Monday, 22 May 2006

Winds of fortune blow Timor's way

Sunday Examiner, Page: 3
Sunday, 21 May 2006

TWO months ago, seven East Timorese workers disembarked from their first ever aeroplane flight, touched the ground at Burnie with relief arid then blessed themselves. Today the men are part of Tasmania's biggest building project - the construction of the third and final stage of the Roaring 40s Woolnorth wind farm. The buffeted plains of Tasmania's far North-West tip are about as non-tropical as you can get and the East Timorese are feeling the cold. But they said the reception they have received in Circular Head has been warm.

"This is the first time we have left our home, the first time we have seen wind towers and the biggest project we have worked on," Josa da Carvalho Ancieto said on site this week. Mr Ancieto is working on the construction of the control building at Studland Bay where another 25 wind turbines are being erected in a joint venture construction job between Hazell Bros and Areva. His colleagues are working on the transmission line wliich will carry power from Woolnorth to the Tasmanian electricity grid, operating excavators and rollers, laying cable and fixing steel on the turbine footings. By year's end, Tasmania's only wind farm will boast 62 turbines and generate enough energy to power all the houses in a city the size of Launceston.

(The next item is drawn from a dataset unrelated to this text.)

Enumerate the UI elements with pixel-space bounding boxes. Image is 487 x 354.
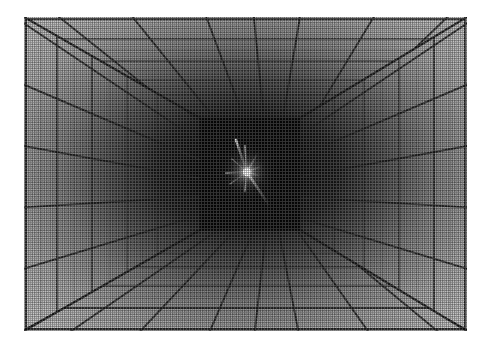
perspective-room-figure: [24, 17, 467, 331]
perspective-room-svg: [24, 17, 467, 331]
star-core-hot: [245, 170, 249, 174]
screenshot-canvas: [0, 0, 487, 354]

Nine of the 25 concrete pads have been poured and under ground cabling work will begin next week. The East Timorese workers are employed in Dili by Caltech which is headed by French-Canadian Jean Vezinaother. Their boss was a little nervous about how the East Timorese would fit in on a Tasmanian construction site. But he need not have worried the workers are soaking up Australian culture reacquainting themselves with Hazell Bros personnel they have worked with in East Timor and making friends "We like a beer after work Josa da Carvalho Ancieto said with a grin.

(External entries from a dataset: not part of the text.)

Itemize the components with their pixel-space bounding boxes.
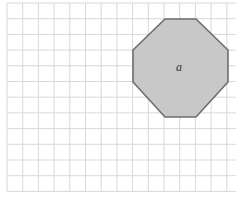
grid-diagram — [0, 0, 236, 201]
shape-label: a — [176, 60, 182, 75]
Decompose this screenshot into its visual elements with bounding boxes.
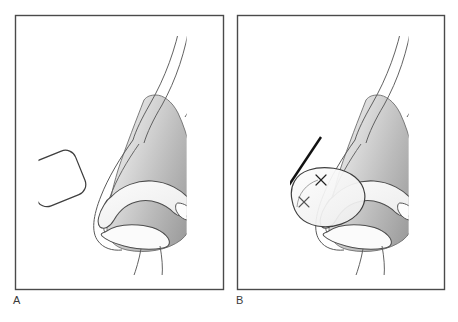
panel-label-a: A	[13, 294, 21, 306]
panel-label-b: B	[236, 294, 244, 306]
illustration-canvas	[0, 0, 458, 322]
panel-b	[238, 16, 445, 292]
panel-b-frame	[238, 16, 445, 290]
panel-a-frame	[16, 16, 224, 290]
cartilage-graft-placed-b	[291, 168, 365, 227]
panel-a	[16, 16, 224, 292]
figure-root: A B	[0, 0, 458, 322]
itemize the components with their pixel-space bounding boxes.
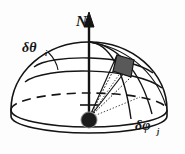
origin-dot — [82, 113, 96, 127]
hemisphere-diagram: N δθ i δφ j — [0, 0, 185, 154]
solid-angle-figure: N δθ i δφ j — [0, 0, 185, 154]
axis-label-N: N — [75, 13, 88, 29]
phi-label-subscript: j — [155, 127, 160, 136]
phi-label: δφ — [135, 118, 150, 133]
theta-label: δθ — [22, 40, 37, 55]
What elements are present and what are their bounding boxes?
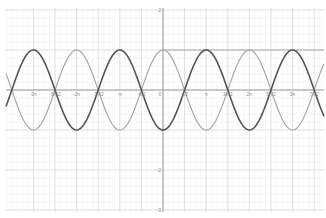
- svg-text:-π/2: -π/2: [137, 92, 146, 97]
- tick-labels: -3π-5π/2-2π-3π/2-π-π/20π/2π3π/22π5π/23π7…: [30, 8, 320, 213]
- svg-text:π: π: [205, 92, 208, 97]
- minor-grid: [6, 8, 324, 212]
- svg-text:-3π/2: -3π/2: [93, 92, 104, 97]
- svg-text:5π/2: 5π/2: [266, 92, 276, 97]
- svg-text:3π/2: 3π/2: [223, 92, 233, 97]
- svg-text:0: 0: [159, 92, 162, 97]
- svg-text:-3π: -3π: [30, 92, 37, 97]
- svg-text:3π: 3π: [290, 92, 296, 97]
- svg-text:2: 2: [158, 8, 161, 13]
- svg-text:2π: 2π: [247, 92, 253, 97]
- svg-text:-2π: -2π: [73, 92, 80, 97]
- svg-text:-3: -3: [157, 208, 161, 213]
- cosine-chart: -3π-5π/2-2π-3π/2-π-π/20π/2π3π/22π5π/23π7…: [0, 0, 326, 218]
- svg-text:-5π/2: -5π/2: [50, 92, 61, 97]
- svg-text:-2: -2: [157, 168, 161, 173]
- svg-text:-π: -π: [117, 92, 122, 97]
- svg-text:7π/2: 7π/2: [310, 92, 320, 97]
- svg-text:π/2: π/2: [181, 92, 188, 97]
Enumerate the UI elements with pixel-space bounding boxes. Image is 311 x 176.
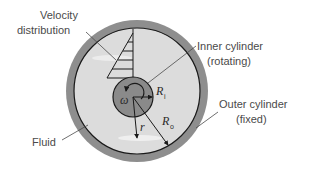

"But just one or two. Beer is good for sleeping not working." Mr Vezina said the East Timorese workers had put a lot of effort in before embarking on their six-month stint at Woolnorth. Five nights a week over two months the men studied English after work. Other cultural changes took a
little longer to grasp. "It was the first time the men had left. The inland, their first time on a plane and we were a little worried about how they would cope with the travel timetable," Mr Vezina said. The men themselves were so intent on making it to the airport on time, they devised a sleeping rotation system at the hotel to ensure someone was awake at all times.

The average full-time construction worker in East Timor earns about $3000 a year. The apprentice wage they are being paid at Woolnorth is about 10 times higher than what they earn at home. But it was not the lure of extra money which attracted them to the job. "We did not tell them how much they would be paid until they arrived," Mr Vezina said.

However the Tasmanian stint represents a huge opportunity to workers from a country where 42 per cent of the population live below the poverty line. Hazell Bros human resources manager Jon Schwaiger said the East Timorese workers would gain skills in Tasmania which they could then take home and pass on to others. But Mr Vezina said the aim of the overseas work programme was not just technical training. "It is good for them to see construction projects of this scale but it is also about the social interface," Mr Vezina said.

"What they probably gain most is pride. Their time in Tasmania will be talked about for generations."